Segment Open

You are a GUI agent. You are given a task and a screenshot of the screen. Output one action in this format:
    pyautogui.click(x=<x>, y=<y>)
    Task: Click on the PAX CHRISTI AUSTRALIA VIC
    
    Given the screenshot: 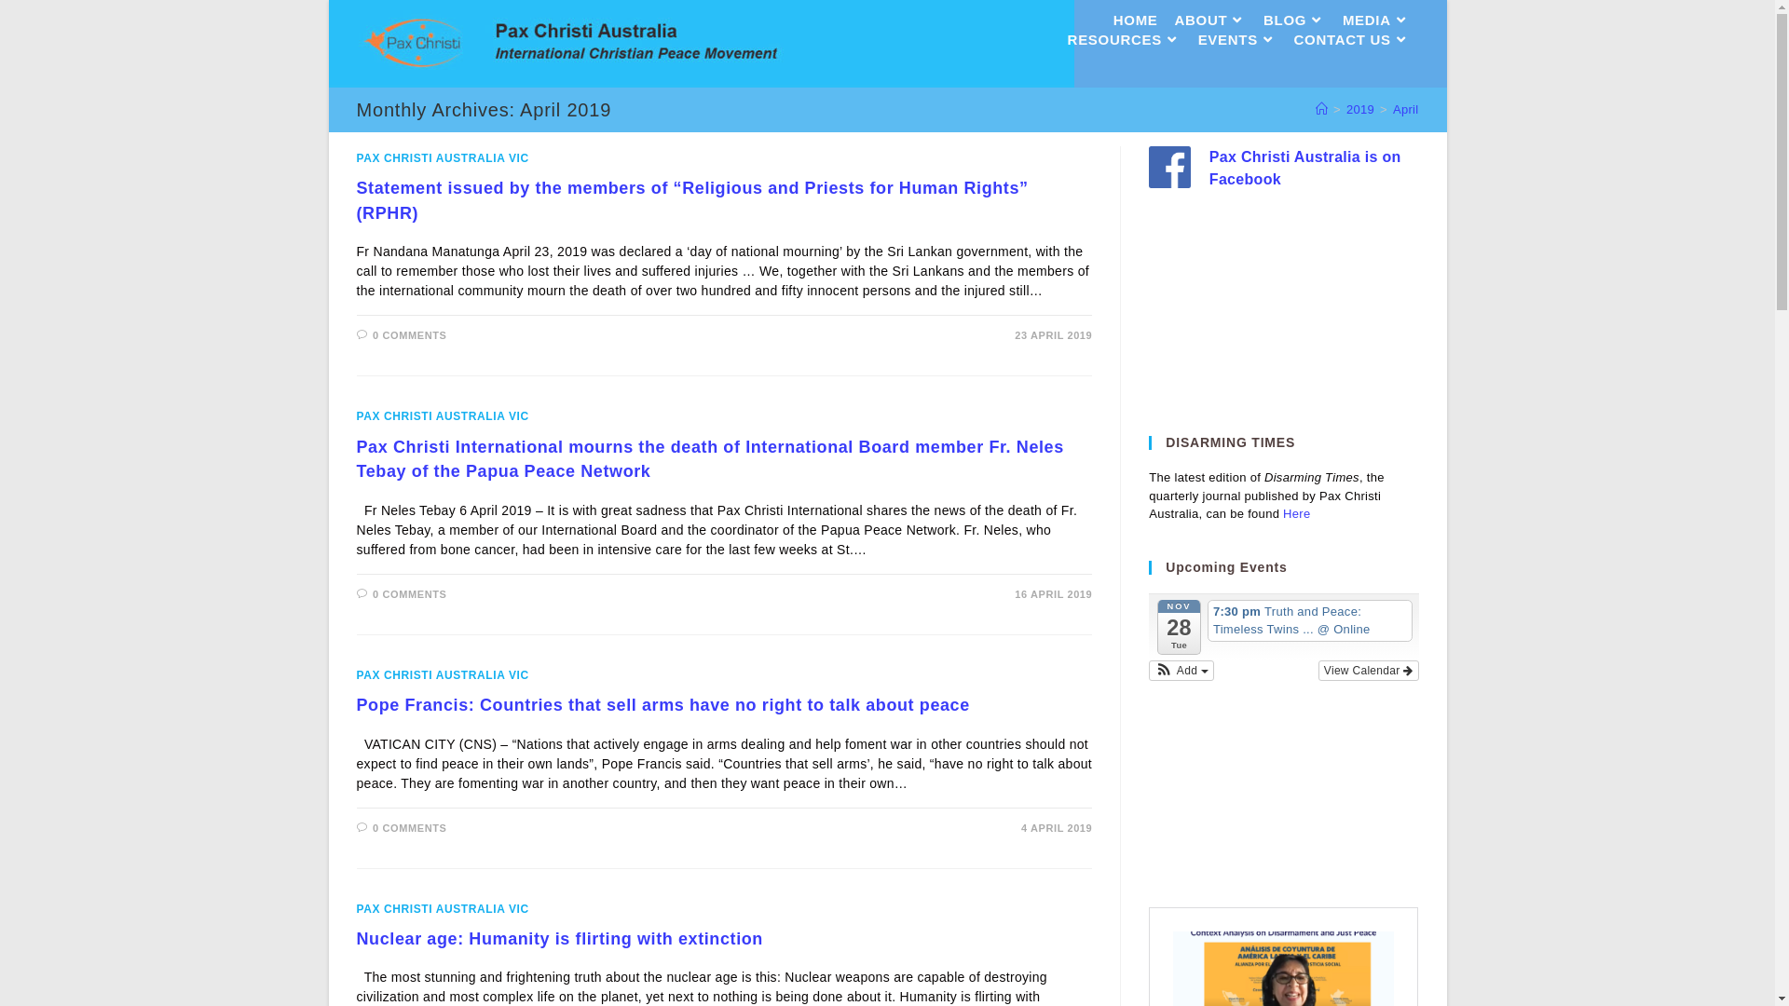 What is the action you would take?
    pyautogui.click(x=442, y=416)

Segment Closed

**Task objective:**
Send back exactly, with nothing added, the lines from the first line of the material above through the line holding "Task: Click on"; both ends are included.

**Exercise solution:**
You are a GUI agent. You are given a task and a screenshot of the screen. Output one action in this format:
    pyautogui.click(x=<x>, y=<y>)
    Task: Click on the PAX CHRISTI AUSTRALIA VIC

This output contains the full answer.